Are your Clients ready for collaboration?

While I was writing my last post on advisors and the different levels of cooperation exist I started thinking about our Clients and their role in the collaborative process.

The thought occurred to me if our Clients are not collaborative ready, then it makes little sense for the advisory team to collaborate on their case.  Collaboration must start with the Client.  When they are ready to collaborate with you, it’s likely they will accept and embrace collaboration from their advisory team and those they work with.

We were working with a sibling partnership several months ago.  I suggested that we bring in some collaborative team members and as a result of the recommendation ended up getting fired.  The Client said that because I wanted to bring in other team members it was obvious that I was not competent to solve their problems.

At first I was confused by the statement.  In the last week my thinking on collaboration and how it works best has helped me understand the dynamics of what happened.  The Client in this particular situation was not ready to work with me in a collaborative manner.  They expected that I would be able to read their mind and instantly put together and implement a plan that would magically solve all of their needs.

As I reviewed their actions with other advisors it was obvious that these Clients were not willing to work in a collaborative manner.  They had not shared information they had with their attorney who had worked with them for over twenty years.  We were not allowed to share our preliminary report with this attorney or the CPA who serviced them.  In fact, it took us over thirty hours to piece together the information they sent into a format that we could understand.

This family purposely kept their advisors at arms length and only shared a little bit of information with each.  We were the first advisors they worked with that reverse engineered their entire situation and was able to show them where they truly stood.   Once we understood the information it became apparent this Client could gain a great amount of value from their advisors working in a collaborative manner.

The problem was the Client wasn’t willing to work with anyone in a collaborative manner.  Even the relationship between the brothers was one of distrust and lack of communication.

I’ve recently come to understand that the reason this relationship didn’t work out was because the Client was not collaborative ready.  They weren’t willing to share information or look at their options in an open manner.   This was a guarantee that they would not get an elegant result.  We could provide them with a result, but not one that would provide a fraction of the true value they could receive.

The lesson that I’ve learned is that before we move the Client towards a collaborative relationship with other advisors they need to be ready to collaborate with us.  Our practice requires a collaborative thought process with our Clients.  We now need to develop tools that help us understand whether a Client is truly collaborative ready.  If not, we then need to let those Clients know we aren’t the right place for them to be.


### Task goal
Filter the records below for the word "will". Copy each line that holds it.

*** Provided data ***

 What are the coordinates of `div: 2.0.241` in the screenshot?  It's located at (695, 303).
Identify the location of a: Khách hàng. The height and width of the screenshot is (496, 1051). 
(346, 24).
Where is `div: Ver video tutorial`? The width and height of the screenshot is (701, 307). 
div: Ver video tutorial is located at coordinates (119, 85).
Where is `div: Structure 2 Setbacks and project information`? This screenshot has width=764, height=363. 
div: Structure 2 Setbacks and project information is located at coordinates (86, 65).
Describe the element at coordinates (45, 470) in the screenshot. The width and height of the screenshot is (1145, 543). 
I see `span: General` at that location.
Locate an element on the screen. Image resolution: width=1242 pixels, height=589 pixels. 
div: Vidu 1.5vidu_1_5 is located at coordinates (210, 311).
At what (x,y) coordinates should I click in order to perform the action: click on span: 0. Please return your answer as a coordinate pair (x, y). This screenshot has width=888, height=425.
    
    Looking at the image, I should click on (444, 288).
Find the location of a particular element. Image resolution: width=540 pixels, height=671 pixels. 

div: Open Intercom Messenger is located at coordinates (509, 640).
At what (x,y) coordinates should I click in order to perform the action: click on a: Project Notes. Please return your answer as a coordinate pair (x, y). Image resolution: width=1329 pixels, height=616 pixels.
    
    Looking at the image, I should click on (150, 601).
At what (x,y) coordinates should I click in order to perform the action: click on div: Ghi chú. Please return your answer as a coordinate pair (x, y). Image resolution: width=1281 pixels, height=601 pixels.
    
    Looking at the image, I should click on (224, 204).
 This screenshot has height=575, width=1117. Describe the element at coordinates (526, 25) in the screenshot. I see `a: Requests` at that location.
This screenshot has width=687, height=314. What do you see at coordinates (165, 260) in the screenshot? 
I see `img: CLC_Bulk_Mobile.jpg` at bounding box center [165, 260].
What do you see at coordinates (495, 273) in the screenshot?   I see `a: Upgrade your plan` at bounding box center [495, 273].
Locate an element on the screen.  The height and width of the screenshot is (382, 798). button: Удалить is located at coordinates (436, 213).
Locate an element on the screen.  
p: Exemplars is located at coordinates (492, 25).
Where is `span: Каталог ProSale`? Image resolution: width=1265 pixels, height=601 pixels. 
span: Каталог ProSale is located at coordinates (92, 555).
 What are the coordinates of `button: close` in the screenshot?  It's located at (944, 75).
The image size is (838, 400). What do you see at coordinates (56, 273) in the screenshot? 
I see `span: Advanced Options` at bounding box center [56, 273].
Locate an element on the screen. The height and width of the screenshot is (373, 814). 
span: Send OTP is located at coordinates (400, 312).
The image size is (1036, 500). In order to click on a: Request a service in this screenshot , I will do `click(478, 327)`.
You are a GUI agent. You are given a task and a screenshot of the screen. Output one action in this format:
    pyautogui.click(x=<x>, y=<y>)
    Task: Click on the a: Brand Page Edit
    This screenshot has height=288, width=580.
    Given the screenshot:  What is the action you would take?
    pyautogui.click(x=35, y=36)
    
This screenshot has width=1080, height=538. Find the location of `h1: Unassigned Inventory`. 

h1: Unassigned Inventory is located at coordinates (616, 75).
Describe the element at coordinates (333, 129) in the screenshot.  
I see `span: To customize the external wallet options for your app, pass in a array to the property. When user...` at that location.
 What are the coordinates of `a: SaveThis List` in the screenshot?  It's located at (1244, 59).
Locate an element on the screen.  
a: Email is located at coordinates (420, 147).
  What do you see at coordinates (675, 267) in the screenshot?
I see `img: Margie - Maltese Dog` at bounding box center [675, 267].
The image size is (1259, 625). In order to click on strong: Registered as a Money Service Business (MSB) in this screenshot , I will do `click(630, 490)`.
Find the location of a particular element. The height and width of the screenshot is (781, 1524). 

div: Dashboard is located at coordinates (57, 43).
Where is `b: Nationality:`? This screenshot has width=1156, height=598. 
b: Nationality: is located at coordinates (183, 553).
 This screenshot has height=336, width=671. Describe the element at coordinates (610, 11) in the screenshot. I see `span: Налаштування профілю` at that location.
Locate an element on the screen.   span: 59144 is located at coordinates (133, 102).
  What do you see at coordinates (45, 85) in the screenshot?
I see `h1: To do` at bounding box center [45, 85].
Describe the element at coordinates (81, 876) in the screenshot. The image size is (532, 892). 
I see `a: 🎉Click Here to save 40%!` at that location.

*** End of Provided data ***

### Response
The image size is (1036, 500). In order to click on a: Request a service in this screenshot , I will do `click(478, 327)`.
The image size is (1259, 625). In order to click on strong: Registered as a Money Service Business (MSB) in this screenshot , I will do `click(630, 490)`.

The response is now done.